Directions:
Report each line of the entries below that has the word "width" in it.

Data:
┌──
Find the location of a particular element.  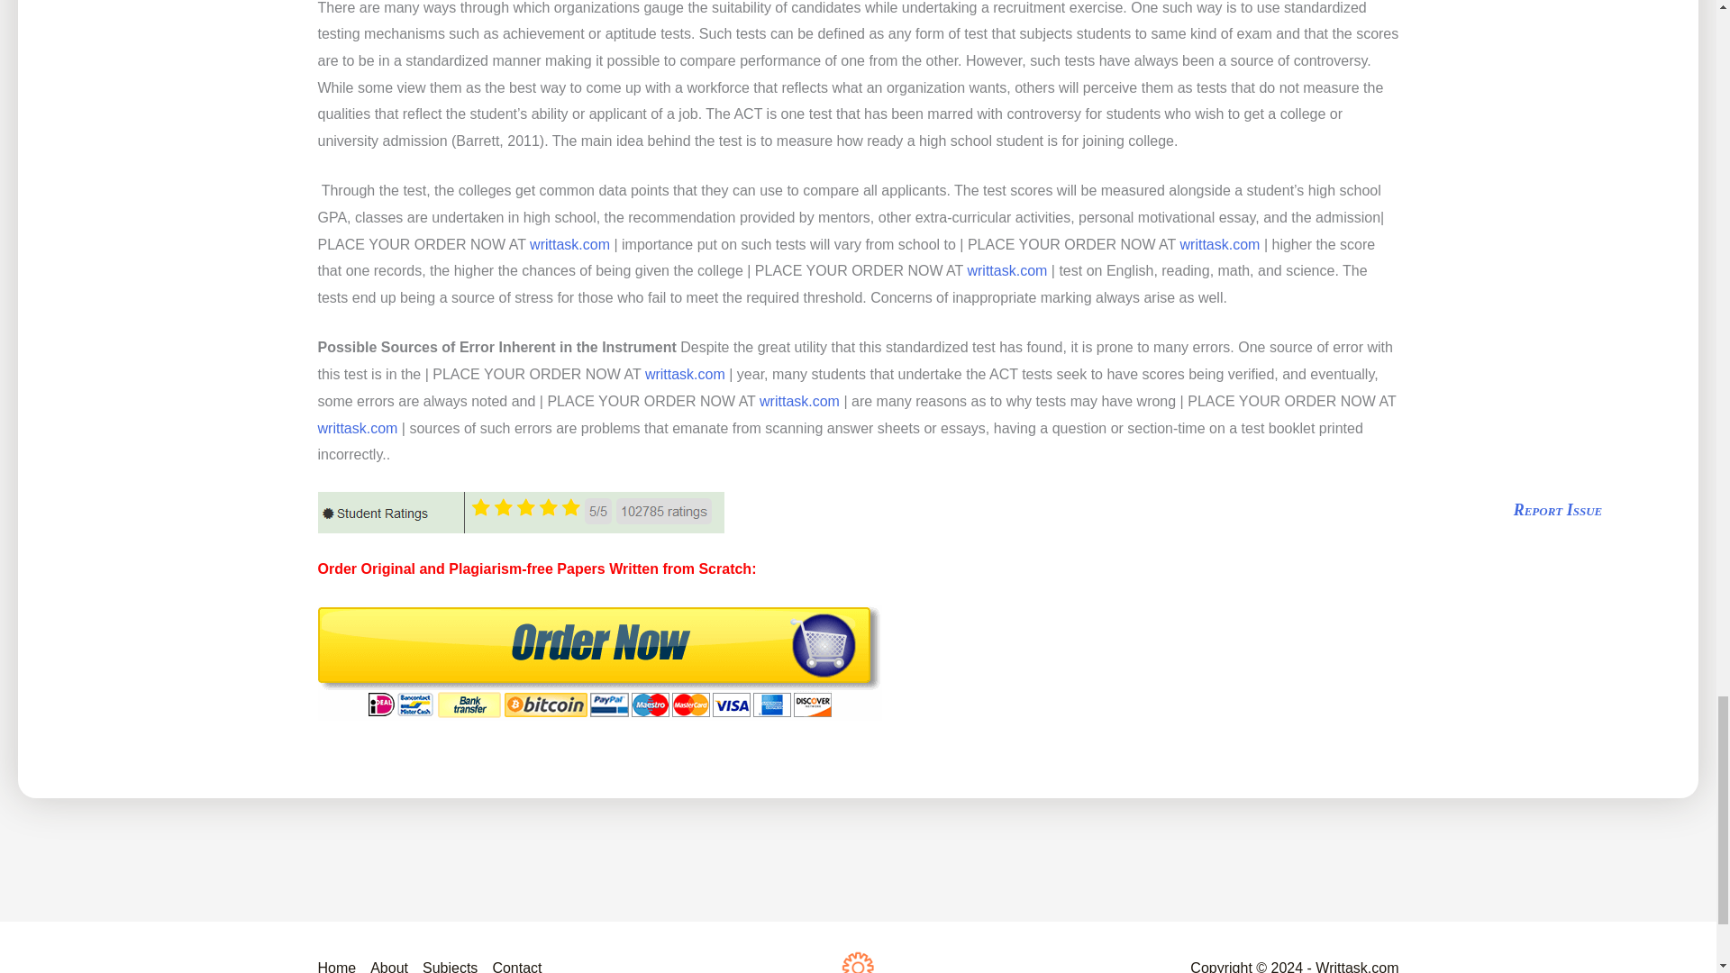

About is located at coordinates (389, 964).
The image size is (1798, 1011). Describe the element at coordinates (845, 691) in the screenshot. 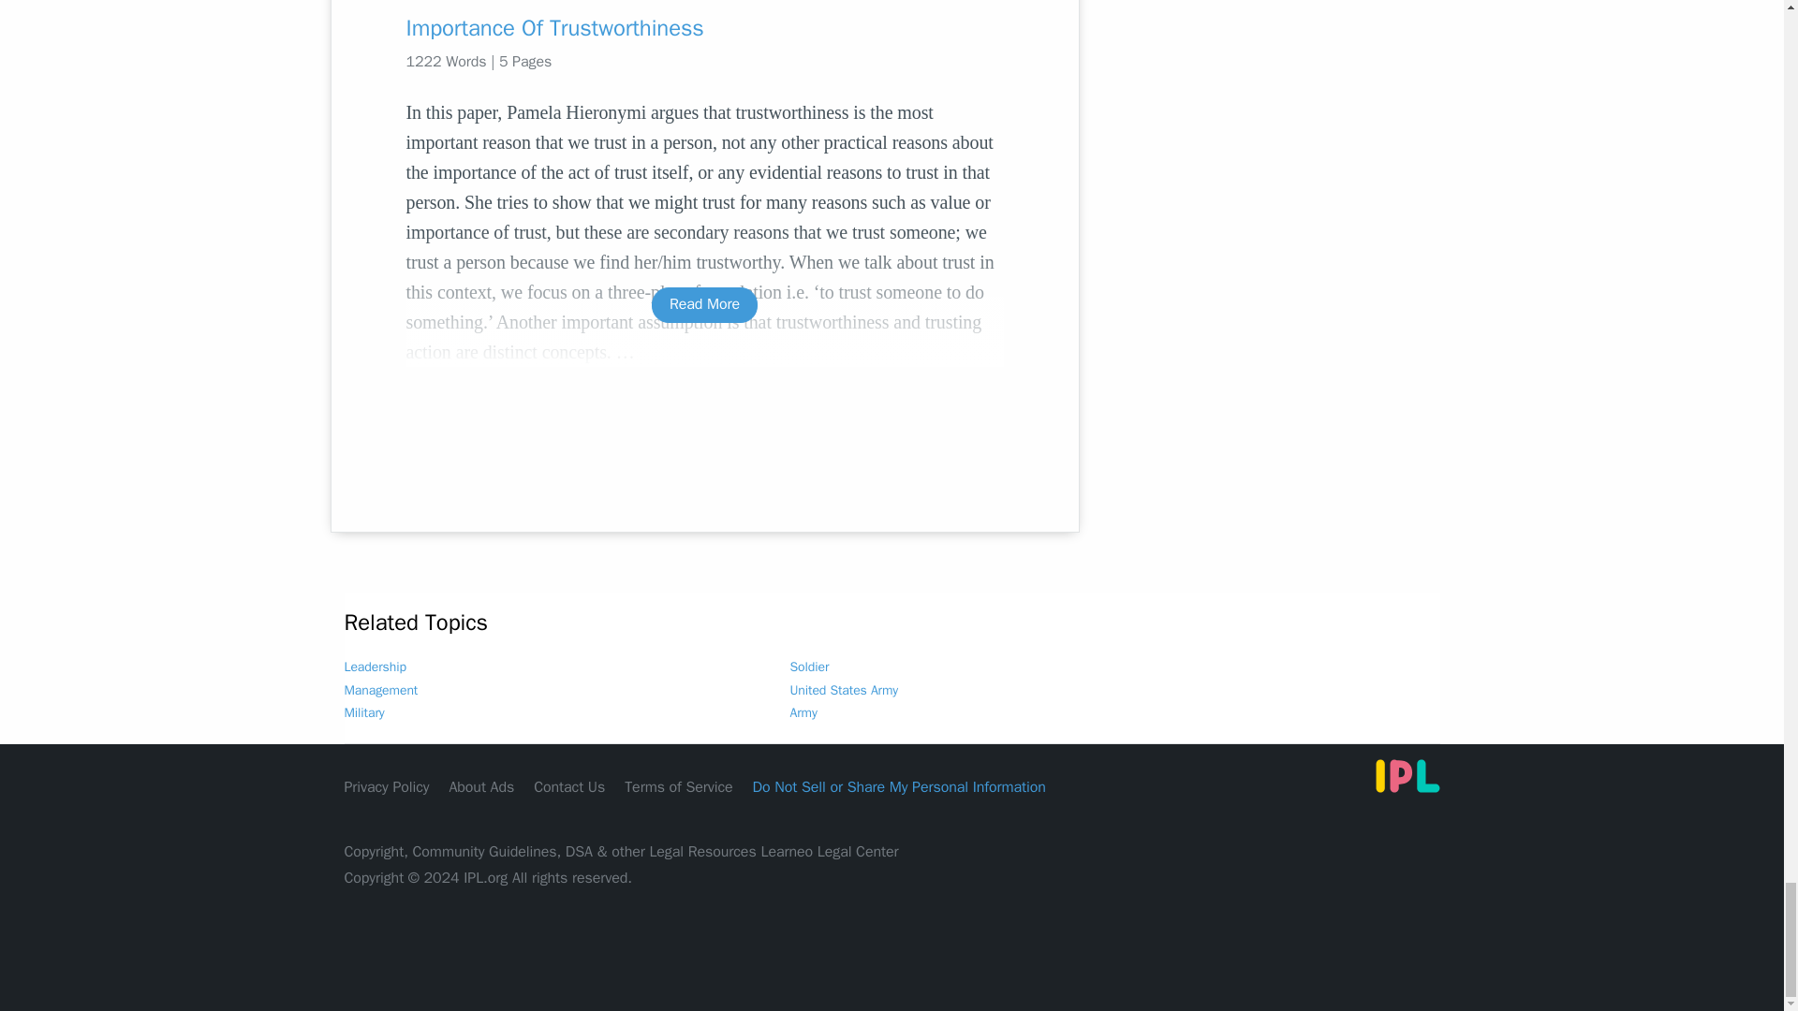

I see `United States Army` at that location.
└──
┌──
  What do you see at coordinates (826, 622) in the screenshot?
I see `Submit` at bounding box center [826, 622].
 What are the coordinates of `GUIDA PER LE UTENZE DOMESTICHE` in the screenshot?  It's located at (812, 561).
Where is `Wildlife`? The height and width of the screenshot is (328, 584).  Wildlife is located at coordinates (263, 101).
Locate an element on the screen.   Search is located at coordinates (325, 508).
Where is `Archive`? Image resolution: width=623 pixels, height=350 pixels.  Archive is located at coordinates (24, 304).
└──
Response to this exercise:
Where is `Wildlife`? The height and width of the screenshot is (328, 584).  Wildlife is located at coordinates (263, 101).
Where is `Archive`? Image resolution: width=623 pixels, height=350 pixels.  Archive is located at coordinates (24, 304).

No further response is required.